Table 16–2. NYHA Functional Classification Class I
Class III
No limitation. Ordinary physical activity does not cause symptoms.
Marked limitation of physical activity. Less than ordinary activity leads to symptoms.
Class II
Class IV
Slight limitation of physical activity. Ordinary physical activity will result in symptoms.
Inability to carry on any activity without symptoms. Symptoms are present at rest.

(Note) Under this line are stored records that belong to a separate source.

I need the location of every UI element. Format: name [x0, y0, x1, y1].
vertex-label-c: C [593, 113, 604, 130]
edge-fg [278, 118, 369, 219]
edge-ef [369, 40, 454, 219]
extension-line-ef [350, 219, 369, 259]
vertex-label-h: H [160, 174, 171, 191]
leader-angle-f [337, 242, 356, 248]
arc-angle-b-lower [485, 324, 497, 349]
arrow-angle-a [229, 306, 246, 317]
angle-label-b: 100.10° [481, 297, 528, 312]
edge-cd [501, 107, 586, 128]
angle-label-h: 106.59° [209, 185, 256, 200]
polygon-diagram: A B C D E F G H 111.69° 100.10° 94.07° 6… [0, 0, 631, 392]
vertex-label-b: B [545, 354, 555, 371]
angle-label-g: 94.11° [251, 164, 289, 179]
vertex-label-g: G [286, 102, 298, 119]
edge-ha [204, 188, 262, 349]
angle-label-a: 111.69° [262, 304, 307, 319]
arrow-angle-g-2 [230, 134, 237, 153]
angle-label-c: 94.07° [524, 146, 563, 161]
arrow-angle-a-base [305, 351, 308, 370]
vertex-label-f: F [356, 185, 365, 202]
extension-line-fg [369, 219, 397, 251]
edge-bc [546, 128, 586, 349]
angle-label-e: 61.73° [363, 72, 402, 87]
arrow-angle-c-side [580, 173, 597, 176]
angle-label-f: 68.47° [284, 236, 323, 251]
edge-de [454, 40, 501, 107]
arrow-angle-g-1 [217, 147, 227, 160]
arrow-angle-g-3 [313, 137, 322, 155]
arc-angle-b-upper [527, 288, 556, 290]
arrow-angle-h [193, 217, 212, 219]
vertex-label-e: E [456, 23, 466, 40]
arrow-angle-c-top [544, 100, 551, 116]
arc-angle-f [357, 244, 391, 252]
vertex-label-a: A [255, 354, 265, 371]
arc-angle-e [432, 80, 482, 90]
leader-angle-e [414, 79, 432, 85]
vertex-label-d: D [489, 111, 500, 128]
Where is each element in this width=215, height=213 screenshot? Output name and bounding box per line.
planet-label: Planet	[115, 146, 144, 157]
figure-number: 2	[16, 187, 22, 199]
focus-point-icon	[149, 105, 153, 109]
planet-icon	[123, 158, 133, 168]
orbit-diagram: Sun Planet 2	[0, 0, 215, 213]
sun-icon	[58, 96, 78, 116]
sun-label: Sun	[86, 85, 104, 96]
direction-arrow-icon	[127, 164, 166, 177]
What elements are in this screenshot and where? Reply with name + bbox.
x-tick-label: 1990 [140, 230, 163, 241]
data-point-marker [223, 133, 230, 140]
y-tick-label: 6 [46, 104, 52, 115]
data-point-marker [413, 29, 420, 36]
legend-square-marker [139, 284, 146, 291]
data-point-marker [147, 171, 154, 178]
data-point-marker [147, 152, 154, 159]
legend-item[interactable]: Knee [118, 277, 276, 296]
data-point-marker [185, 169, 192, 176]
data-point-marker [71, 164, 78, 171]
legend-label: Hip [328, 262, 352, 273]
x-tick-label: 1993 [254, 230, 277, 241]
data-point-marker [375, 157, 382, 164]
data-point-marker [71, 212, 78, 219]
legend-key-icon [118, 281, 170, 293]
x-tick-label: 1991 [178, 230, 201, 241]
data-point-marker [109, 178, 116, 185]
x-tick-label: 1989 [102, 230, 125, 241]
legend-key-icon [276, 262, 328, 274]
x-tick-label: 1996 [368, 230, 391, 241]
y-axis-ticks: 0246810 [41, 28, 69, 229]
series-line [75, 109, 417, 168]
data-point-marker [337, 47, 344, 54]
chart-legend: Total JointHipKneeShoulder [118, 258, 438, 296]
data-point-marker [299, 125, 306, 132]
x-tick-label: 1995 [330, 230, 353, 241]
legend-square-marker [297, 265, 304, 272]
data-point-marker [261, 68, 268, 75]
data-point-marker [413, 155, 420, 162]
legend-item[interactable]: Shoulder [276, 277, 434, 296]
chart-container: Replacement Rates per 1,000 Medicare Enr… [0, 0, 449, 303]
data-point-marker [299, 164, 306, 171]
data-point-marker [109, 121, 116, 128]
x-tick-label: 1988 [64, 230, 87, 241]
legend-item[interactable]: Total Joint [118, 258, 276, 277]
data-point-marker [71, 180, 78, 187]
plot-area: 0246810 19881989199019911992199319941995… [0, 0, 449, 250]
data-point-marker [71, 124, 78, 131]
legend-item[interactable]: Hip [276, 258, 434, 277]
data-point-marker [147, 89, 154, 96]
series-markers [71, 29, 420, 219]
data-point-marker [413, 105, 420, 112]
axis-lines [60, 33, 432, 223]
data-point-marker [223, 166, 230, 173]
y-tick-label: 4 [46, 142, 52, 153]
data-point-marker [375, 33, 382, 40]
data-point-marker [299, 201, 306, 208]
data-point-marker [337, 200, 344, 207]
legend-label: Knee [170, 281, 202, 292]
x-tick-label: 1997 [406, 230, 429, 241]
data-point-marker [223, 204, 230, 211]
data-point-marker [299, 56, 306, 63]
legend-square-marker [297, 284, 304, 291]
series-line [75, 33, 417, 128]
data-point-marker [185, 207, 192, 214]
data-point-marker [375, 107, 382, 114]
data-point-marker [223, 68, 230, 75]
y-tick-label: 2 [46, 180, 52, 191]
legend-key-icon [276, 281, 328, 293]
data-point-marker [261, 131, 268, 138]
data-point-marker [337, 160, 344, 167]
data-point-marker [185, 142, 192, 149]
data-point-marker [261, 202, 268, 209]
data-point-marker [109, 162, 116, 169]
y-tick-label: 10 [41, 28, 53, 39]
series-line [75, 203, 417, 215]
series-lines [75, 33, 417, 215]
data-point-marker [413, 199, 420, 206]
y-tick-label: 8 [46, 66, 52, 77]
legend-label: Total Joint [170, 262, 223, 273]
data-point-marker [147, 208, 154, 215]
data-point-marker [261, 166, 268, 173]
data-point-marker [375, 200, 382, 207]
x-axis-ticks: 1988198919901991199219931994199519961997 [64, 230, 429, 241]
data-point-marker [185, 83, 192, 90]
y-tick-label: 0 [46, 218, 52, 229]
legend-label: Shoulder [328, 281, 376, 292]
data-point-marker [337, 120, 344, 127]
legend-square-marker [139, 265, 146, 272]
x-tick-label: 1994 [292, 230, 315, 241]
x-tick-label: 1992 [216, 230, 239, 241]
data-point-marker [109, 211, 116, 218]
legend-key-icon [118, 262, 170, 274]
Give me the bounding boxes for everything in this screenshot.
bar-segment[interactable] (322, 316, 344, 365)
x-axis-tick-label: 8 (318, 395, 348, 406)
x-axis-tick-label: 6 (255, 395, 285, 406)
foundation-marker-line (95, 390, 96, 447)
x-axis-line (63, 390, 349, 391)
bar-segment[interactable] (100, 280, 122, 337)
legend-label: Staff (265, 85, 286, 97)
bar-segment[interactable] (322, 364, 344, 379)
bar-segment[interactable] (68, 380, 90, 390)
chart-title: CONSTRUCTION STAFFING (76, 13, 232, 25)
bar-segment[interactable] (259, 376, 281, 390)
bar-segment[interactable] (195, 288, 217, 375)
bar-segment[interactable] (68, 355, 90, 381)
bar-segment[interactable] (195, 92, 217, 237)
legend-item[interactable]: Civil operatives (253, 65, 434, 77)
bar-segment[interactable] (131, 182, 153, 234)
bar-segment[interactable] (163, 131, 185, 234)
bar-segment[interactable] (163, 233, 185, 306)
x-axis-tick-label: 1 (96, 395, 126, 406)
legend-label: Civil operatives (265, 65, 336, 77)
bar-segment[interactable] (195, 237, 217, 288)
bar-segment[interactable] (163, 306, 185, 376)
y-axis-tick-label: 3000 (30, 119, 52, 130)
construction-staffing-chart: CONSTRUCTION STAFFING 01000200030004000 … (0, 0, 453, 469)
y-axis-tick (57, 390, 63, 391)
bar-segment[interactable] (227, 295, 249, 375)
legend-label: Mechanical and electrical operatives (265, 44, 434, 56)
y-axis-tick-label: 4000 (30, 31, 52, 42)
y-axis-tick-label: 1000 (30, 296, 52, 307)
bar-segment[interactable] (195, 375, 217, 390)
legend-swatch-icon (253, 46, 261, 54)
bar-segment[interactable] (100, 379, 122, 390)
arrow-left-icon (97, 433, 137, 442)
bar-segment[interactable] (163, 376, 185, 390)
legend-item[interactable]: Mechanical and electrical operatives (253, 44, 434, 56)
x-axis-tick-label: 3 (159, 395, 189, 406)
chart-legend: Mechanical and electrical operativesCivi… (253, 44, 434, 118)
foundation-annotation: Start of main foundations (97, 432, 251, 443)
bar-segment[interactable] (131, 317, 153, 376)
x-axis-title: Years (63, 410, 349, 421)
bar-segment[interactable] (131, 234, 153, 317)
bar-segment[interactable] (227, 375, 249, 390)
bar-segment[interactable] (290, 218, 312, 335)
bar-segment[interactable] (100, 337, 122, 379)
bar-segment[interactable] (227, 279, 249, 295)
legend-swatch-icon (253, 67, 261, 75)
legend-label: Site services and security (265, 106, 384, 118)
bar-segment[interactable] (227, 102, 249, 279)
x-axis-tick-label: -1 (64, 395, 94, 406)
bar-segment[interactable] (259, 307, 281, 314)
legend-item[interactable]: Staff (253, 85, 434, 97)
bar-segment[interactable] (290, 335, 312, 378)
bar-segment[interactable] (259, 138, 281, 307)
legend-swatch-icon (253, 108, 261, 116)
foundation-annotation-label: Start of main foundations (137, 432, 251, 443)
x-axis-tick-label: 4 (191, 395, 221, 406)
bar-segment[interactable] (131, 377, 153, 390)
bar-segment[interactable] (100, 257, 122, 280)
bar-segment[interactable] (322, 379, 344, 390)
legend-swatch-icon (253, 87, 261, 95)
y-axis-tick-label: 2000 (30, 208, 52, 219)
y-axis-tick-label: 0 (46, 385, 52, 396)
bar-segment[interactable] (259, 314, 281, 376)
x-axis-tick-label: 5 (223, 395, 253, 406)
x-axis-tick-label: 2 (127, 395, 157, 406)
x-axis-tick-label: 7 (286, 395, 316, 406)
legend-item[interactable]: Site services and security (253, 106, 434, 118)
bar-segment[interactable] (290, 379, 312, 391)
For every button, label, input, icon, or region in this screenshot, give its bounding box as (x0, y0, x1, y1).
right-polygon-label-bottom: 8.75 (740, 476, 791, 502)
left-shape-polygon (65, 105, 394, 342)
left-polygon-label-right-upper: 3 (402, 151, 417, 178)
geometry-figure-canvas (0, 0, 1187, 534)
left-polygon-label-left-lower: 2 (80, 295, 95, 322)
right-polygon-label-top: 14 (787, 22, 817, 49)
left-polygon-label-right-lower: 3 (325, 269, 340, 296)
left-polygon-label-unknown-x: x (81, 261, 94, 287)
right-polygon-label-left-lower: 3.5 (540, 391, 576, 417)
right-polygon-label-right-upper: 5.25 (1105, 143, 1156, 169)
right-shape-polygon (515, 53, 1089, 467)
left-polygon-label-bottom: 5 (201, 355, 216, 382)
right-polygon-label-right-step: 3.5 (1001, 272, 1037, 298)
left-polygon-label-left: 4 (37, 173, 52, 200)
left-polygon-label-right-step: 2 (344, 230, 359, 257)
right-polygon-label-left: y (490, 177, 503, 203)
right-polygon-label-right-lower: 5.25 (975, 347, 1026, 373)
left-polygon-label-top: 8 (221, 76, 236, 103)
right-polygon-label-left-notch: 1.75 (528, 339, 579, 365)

muscle mass.4 Thus, walking or running has become the standard, although bicycling, which results in values about 10% below treadmill performance, is occasionally used. During progressive exercise on a treadmill for every 100 ml/min/m2 increment in oxygen uptake the heart normally provides approximately 600 ml/min/m2 of cardiac output.5 Measuring oxygen uptake requires determining the volume of expired gas, the faction of oxygen and the faction of carbon dioxide, the expired gas temperature and the barometric pressure. The amount of carbon dioxide produced divided by the oxygen that is consumed is the respiratory exchange ratio or respiratory quotient (R ⫽ VO2/VCO2). During submaximal steady state exercise the R value ranges from .6 to .8 and, when the subject is near exhaustion, it increases to 1.0. The point when R ⫽ 1.0 has been termed the anaerobic threshold. The increase in CO2 results from an increase in lactic acid as an energy substrate as the supply of oxygen becomes inadequate to supply the increased energy demand. This is because the lactate is buffered by bicarbonate, leading to the production of carbonate acid, which converts to CO2 and water. This nonmetabolic source of CO2 raises the respiratory quotient to 1.0.4 With maximum exertion oxygen consumption plateaus and, in normals, this is a very reproducible measurement. This can be increased by physical conditioning in normals by as much as 15% to 20% in active subjects and in sedentary people by as much as 40%.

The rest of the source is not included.